Extraordinary Measures Your Basic Made-For-TV Movie
Extraordinary Measures
Directed by Tom Vaughan
Written by Robert Nelson Jacobs based on the book The Cure: How a Father Raised $100 Million - And Bucked the Medical Establishment - in a Quest to Save His Children by Geeta Anand
CBS Films, 2010
The matter of perspective in Extraordinary Measures makes it your typical Lifetime movie and further illustrates how far Harrison Ford has fallen in his career. The film isn’t bad, it’s just annoying in it’s lack of big-screen strength, something that quite possibly could have been rectified had the filmmakers thought more deeply about this material and how it plays in a movie theatre. We go to the movies to see things we can’t see at home, a gap that has nearly been sealed and probably most of the reason why Avatar is going to end up being the highest grossing film of all time. When you sell a movie like this into movie theatres, where you have to pay for a ticket, you’re being dishonest.
John Crowley (Brendan Fraser) and his wife Aileen (Keri Russell) have two children with Pompe disease, a genetic disorder where the body cannot break down glycogen, causes abnormal growth in organs, and is usually fatal by the age of 9. They have nurses working around the clock and doctors telling them there is no cure. So John finds a University of Nebraska scientist by the name of Robert Stonehill (Ford), who has a groundbreaking theory in how to treat the disease. The problem is, Stonehill doesn’t get enough money to put his theory to work, and when it comes time to try to sell his idea, he’s shunned for not having sold any of his ideas before. Also, he’s a bit of a curmudgeon and a tad crazy.

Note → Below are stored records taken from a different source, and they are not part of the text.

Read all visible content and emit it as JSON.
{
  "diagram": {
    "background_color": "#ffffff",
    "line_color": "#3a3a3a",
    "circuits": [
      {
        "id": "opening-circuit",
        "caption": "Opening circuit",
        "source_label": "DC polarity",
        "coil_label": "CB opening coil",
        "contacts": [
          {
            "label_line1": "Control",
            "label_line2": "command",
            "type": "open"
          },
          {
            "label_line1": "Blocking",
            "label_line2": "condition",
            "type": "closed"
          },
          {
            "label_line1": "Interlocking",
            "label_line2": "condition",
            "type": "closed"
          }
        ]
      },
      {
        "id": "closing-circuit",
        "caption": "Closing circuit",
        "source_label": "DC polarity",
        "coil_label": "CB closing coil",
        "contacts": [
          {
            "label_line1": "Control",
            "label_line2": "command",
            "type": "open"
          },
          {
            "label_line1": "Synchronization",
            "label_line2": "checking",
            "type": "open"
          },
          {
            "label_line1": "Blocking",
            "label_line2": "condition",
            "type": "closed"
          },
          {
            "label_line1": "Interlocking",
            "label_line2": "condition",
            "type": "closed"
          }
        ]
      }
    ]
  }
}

John works hard to get donations from friends and friends of friends, all to pay Stonehill to get started. But they still need venture capital to get this thing going. John’s ability to compromise with the money men clashes with Stonehill’s belief in not compromising whatsoever. Eventually, Stonehill has to work on his enzyme with a number of conditions he didn’t want to sign up for but is reluctantly willing to overlook just to prove his theory is right. That doesn’t mean there aren’t a lot more clashes to be had, and a race against the clock, and the idea that John might have to make a compromise that could endanger his children being cured.
This movie would have been a lot more cinematic had Stonehill been the focus instead of the Crowleys, and John’s relationship with Stonehill. Had this been from Stonehill’s perspective, this movie would have been a lot more interesting. He’s the character you would want to pay to see, he’s the guy you want to know more about, he’s the guy who could drive a two-hour disease drama out of TV-land and into a fine character study. Eccentric, bad-tempered, smart, unflinching in his views, Stonehill would have been the better choice. Instead, Stonehill is seen from John’s point-of-view, something that probably wouldn’t have happened had this movie taken place 15 years ago. The idea that Harrison Ford is no longer the guy who headlines a movie is a bit sad, probably inevitable, but wrong in this case.
I know that the book is about John Crowley’s amazing journey from helpless parent to proactive man-on-a-mission, but his story could have still been told with Stonehill’s eyes and it would have taken some of the pressure off Brendan Fraser, who has never been a guy you’d say could carry a film like this. Fraser often looks like a guy about to drift off to sleep when he’s giving Stonehill some bad news. I’m not a Fraser-basher, he’s just not the person I was interested in. And when the perspective is the grieving parent, movies take on an awful energy, where every time you see a sick kid you just want to change the channel and find something else until the scene passes. It’s a mistake to dwell on illness and dying; it’s why the previous entry in the child sickness canon, My Sister’s Keeper, takes on the description of “depressing” instead of being offered a genuine “good” or “bad” opinion.
As to that, Extraordinary Measures is a bit better of a film than My Sister’s Keeper, so if you somehow liked that movie, then you’ll probably like this one a lot more. It’s just not for me.